Hancock Hill, on one of whose
northern flanks our house rests,
is not one but several hills
bunched together and separated
by arroyos choked with yucca,
cholla, prickly pear, and whitebrush.
Yesterday, two hikers emerged
from the arroyo near the dumpsters
beside our street, their eyes still wide
from their sighting of two fresh
mule deer kills a half-mile or so
from our house. Local naturalists,
they could tell by the way
the carcasses were ravaged
the kills were the work of a lion.
As they drove away, I pondered
the countless nights it must,
in hunger, have circled our acre,
inching silently through the darkness
on the pliant black pads of its paws,
the circles of its stealth shrinking
with each soft, deliberate step,
tightening the noose of wilderness
around the dewy-eyed throat of our sleep.
Larry D. Thomas, a member of the Texas Institute of Letters and the 2008 Texas Poet Laureate, is a longtime contributor to the Green Hills Literary Lantern. He has published twenty-three print books of poetry and numerousonline chapbooks. Thomas was the featured poet of the February 2021 issue of the Delta Poetry Review. His poetry and fiction have recently appeared or are forthcoming in the Arkansas Review, Valley Voices: A Literary Review, Concho River Review, Voices de la Luna, Review Americana, and elsewhere. He resides in the Chihuahuan Desert of southwestern New Mexico.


The task: Repeat exactly the lines from the one containing "is (520, 916)." through the last line of the records below, both included, and nothing else.

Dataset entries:
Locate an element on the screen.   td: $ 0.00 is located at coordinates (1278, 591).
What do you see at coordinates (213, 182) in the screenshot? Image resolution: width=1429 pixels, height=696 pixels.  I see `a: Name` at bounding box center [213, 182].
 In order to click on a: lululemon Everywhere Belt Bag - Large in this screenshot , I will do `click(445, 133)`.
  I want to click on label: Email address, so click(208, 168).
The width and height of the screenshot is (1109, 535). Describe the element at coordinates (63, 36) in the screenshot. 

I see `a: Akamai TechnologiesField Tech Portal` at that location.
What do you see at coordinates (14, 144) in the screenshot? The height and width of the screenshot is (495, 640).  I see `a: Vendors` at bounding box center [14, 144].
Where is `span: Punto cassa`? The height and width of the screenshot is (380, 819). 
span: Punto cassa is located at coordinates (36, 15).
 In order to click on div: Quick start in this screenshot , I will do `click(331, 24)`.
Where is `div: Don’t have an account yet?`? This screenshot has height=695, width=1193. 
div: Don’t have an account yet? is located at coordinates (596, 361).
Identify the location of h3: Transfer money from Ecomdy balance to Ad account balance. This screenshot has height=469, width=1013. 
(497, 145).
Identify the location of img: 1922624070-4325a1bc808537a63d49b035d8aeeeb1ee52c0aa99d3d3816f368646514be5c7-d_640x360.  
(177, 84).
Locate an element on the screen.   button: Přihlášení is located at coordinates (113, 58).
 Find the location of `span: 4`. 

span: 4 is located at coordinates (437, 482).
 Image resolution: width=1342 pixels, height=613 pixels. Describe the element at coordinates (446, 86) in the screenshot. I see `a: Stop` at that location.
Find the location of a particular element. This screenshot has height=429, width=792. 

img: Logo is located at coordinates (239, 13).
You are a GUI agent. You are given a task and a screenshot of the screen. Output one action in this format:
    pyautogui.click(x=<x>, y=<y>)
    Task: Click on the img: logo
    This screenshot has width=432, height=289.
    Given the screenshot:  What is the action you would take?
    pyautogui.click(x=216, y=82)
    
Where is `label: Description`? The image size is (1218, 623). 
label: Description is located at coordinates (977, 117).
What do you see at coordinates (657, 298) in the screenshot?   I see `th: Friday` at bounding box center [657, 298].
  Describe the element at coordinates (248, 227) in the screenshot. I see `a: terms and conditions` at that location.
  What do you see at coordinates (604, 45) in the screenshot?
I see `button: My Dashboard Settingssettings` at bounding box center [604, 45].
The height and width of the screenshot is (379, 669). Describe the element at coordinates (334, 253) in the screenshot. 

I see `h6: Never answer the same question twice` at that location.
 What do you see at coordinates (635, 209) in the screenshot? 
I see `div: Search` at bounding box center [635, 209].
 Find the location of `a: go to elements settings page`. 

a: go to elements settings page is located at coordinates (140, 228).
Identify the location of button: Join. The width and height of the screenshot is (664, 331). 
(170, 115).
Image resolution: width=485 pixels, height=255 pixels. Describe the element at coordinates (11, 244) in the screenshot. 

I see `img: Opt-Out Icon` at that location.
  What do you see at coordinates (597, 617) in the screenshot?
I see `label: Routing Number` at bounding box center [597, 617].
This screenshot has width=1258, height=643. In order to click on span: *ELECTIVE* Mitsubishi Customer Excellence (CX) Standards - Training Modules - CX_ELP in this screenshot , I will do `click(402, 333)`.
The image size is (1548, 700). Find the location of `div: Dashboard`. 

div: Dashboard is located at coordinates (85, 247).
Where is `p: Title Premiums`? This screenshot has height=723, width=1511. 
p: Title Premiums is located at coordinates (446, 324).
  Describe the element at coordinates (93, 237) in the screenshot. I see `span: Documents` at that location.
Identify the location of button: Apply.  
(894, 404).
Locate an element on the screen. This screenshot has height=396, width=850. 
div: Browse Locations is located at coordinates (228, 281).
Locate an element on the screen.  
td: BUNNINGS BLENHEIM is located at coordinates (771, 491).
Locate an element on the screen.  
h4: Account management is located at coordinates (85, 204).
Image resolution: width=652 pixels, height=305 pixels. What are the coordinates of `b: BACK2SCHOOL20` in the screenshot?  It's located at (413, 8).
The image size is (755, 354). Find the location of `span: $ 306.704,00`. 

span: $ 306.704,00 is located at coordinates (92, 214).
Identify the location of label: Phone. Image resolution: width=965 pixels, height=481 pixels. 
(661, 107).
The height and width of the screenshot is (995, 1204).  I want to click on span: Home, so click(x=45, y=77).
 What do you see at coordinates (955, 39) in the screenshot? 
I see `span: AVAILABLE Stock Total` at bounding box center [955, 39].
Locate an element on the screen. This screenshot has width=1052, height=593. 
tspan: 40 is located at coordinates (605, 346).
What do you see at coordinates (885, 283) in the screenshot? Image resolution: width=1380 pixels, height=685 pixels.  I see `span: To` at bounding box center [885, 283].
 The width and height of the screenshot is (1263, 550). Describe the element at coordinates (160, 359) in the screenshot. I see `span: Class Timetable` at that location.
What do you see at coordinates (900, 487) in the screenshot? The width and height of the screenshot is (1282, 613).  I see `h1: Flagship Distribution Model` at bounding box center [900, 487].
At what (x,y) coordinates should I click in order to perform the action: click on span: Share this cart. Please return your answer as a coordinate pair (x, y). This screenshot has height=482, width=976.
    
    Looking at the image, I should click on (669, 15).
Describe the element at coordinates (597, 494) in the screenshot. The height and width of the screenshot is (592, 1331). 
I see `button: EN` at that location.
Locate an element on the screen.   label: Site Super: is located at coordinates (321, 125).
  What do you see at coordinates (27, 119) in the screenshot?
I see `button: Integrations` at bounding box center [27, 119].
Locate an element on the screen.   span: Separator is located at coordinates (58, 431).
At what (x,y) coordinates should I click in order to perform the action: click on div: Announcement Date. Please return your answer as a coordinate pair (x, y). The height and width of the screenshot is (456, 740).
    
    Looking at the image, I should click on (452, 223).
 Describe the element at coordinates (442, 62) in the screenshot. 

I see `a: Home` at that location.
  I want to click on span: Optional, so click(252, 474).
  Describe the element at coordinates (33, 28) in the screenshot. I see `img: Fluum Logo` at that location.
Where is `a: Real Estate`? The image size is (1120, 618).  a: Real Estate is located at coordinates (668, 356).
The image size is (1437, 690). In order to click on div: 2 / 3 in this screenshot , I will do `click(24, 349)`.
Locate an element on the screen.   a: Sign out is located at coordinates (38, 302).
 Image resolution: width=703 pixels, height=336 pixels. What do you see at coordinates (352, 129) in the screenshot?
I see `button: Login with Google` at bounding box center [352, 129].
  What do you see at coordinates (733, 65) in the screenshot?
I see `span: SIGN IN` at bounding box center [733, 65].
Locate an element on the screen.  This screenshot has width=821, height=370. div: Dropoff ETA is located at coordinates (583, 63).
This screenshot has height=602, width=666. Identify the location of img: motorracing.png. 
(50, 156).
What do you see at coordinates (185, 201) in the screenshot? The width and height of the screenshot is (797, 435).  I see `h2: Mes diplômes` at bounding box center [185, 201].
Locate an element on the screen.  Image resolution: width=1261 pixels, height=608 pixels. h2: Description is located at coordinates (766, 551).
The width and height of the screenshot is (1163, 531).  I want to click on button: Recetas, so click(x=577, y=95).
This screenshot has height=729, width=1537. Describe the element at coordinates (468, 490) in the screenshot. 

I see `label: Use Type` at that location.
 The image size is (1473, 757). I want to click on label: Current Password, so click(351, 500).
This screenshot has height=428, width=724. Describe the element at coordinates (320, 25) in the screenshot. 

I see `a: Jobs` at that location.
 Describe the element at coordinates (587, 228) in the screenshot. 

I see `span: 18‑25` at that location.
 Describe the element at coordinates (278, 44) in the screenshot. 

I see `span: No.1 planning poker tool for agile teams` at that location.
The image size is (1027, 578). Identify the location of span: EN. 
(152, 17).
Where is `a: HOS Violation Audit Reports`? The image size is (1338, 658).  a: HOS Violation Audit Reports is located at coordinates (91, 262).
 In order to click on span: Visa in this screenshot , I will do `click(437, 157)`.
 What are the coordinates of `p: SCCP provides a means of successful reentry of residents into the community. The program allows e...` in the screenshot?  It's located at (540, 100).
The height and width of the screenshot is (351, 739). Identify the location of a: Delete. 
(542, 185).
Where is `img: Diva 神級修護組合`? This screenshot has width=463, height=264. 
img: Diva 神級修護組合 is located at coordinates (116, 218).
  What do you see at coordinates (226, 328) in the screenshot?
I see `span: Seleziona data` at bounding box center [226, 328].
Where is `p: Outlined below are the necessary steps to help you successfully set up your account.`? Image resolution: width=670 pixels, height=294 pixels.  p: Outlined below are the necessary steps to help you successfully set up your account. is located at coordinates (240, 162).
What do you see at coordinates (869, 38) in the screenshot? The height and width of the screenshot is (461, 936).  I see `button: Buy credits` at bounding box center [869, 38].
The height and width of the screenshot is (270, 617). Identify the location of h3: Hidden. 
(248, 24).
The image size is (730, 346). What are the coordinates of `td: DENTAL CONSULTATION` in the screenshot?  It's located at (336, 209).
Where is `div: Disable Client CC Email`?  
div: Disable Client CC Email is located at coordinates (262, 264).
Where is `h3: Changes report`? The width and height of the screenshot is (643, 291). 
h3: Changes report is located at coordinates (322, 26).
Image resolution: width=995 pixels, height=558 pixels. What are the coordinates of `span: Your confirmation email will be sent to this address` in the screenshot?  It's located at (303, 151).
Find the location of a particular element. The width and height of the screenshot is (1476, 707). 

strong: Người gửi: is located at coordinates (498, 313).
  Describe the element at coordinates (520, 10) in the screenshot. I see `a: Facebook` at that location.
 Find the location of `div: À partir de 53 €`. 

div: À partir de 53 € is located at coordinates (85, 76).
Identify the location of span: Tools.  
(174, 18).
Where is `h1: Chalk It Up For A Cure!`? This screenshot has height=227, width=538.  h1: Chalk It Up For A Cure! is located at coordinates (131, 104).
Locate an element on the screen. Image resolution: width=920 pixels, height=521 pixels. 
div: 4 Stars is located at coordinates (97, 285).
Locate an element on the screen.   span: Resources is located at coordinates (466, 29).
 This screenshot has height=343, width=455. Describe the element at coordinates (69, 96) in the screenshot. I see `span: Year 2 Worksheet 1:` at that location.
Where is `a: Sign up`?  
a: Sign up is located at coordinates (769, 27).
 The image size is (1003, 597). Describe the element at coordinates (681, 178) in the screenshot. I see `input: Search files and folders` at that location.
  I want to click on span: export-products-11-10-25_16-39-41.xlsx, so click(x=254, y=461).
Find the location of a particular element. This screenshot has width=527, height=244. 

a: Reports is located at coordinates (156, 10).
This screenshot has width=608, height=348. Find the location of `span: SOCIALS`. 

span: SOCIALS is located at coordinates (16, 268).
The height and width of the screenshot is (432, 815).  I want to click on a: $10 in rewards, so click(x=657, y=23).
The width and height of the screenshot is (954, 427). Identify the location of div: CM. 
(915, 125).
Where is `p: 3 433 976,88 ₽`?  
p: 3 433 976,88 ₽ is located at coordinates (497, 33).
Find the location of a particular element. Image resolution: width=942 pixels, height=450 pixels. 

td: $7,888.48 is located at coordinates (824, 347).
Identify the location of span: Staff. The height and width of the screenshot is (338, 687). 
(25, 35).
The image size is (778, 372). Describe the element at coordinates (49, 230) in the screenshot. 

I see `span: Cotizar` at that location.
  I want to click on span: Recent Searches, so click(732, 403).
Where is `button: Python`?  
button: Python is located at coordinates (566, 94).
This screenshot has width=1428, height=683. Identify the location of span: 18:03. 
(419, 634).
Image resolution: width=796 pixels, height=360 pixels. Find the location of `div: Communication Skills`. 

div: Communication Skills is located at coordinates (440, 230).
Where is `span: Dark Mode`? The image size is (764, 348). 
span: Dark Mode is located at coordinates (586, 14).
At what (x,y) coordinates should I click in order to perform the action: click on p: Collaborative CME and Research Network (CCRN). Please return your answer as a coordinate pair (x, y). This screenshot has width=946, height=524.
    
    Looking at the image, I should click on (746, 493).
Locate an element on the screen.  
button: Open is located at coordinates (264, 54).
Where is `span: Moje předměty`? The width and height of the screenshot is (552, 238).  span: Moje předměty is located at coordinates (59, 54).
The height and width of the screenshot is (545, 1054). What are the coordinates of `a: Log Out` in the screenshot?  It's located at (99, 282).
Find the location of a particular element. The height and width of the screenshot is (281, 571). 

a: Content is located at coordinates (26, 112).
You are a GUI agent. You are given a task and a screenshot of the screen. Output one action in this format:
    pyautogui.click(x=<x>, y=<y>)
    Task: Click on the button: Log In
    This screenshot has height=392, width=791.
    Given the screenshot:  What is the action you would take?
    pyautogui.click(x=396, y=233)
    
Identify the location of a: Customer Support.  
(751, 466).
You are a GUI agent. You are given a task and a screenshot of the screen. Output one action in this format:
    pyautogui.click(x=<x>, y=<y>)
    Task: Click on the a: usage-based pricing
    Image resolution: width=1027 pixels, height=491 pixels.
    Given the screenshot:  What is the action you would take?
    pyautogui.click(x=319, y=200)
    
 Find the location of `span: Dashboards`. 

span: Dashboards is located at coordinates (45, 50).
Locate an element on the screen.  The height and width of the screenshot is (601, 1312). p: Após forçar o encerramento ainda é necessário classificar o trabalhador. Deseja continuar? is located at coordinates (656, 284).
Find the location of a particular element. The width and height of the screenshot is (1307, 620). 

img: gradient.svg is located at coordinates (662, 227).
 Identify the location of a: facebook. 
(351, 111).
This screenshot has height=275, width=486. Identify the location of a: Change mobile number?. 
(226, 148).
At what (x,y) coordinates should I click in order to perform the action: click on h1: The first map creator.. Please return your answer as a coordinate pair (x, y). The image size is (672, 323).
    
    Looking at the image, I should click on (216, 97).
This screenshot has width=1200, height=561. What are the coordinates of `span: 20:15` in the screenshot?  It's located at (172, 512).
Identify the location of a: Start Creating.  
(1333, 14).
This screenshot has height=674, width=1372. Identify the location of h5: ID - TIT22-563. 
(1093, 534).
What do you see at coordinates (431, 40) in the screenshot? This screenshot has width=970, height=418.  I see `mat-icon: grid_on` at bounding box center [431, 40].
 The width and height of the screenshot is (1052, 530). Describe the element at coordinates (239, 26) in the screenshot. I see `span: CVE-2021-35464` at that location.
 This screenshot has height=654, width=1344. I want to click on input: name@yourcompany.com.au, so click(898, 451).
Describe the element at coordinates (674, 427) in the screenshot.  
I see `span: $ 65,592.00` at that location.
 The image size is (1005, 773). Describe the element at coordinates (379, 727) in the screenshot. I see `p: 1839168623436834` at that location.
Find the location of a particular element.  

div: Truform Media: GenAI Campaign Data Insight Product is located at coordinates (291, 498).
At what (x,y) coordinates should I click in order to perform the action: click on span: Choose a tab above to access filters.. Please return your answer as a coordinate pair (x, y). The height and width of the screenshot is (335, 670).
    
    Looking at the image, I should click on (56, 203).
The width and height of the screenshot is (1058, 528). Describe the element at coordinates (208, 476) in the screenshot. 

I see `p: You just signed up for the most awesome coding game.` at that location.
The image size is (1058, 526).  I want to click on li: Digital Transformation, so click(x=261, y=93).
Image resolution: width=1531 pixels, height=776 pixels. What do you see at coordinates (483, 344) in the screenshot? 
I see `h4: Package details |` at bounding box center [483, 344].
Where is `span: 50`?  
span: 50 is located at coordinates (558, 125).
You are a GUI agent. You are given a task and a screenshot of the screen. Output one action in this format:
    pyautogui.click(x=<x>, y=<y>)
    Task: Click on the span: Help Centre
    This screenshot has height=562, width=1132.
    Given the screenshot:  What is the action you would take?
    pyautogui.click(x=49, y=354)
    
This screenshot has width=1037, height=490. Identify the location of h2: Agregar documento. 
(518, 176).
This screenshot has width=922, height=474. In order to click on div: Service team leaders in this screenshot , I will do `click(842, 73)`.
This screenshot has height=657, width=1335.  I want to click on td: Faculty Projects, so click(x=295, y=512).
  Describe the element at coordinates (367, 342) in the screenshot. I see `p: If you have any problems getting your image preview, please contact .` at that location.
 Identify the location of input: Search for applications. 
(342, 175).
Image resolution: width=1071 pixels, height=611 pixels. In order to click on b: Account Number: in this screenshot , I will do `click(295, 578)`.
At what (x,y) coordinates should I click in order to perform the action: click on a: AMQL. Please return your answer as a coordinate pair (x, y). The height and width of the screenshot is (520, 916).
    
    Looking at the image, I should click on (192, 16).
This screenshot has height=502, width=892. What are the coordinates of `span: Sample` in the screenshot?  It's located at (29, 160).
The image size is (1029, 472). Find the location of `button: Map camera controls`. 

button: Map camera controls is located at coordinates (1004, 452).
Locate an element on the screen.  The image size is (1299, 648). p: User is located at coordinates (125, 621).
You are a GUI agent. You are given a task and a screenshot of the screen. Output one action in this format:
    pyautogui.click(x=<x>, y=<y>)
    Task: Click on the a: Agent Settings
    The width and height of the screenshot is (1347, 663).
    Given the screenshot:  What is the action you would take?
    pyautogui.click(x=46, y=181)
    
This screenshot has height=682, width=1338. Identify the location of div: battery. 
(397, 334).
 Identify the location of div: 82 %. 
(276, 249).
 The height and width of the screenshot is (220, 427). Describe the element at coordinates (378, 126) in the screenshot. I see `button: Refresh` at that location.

Answer:
At what (x,y) coordinates should I click in order to perform the action: click on a: AMQL. Please return your answer as a coordinate pair (x, y). The height and width of the screenshot is (520, 916).
    
    Looking at the image, I should click on (192, 16).
This screenshot has height=502, width=892. What are the coordinates of `span: Sample` in the screenshot?  It's located at (29, 160).
The image size is (1029, 472). Find the location of `button: Map camera controls`. 

button: Map camera controls is located at coordinates (1004, 452).
Locate an element on the screen.  The image size is (1299, 648). p: User is located at coordinates (125, 621).
You are a GUI agent. You are given a task and a screenshot of the screen. Output one action in this format:
    pyautogui.click(x=<x>, y=<y>)
    Task: Click on the a: Agent Settings
    The width and height of the screenshot is (1347, 663).
    Given the screenshot:  What is the action you would take?
    pyautogui.click(x=46, y=181)
    
This screenshot has height=682, width=1338. Identify the location of div: battery. 
(397, 334).
 Identify the location of div: 82 %. 
(276, 249).
 The height and width of the screenshot is (220, 427). Describe the element at coordinates (378, 126) in the screenshot. I see `button: Refresh` at that location.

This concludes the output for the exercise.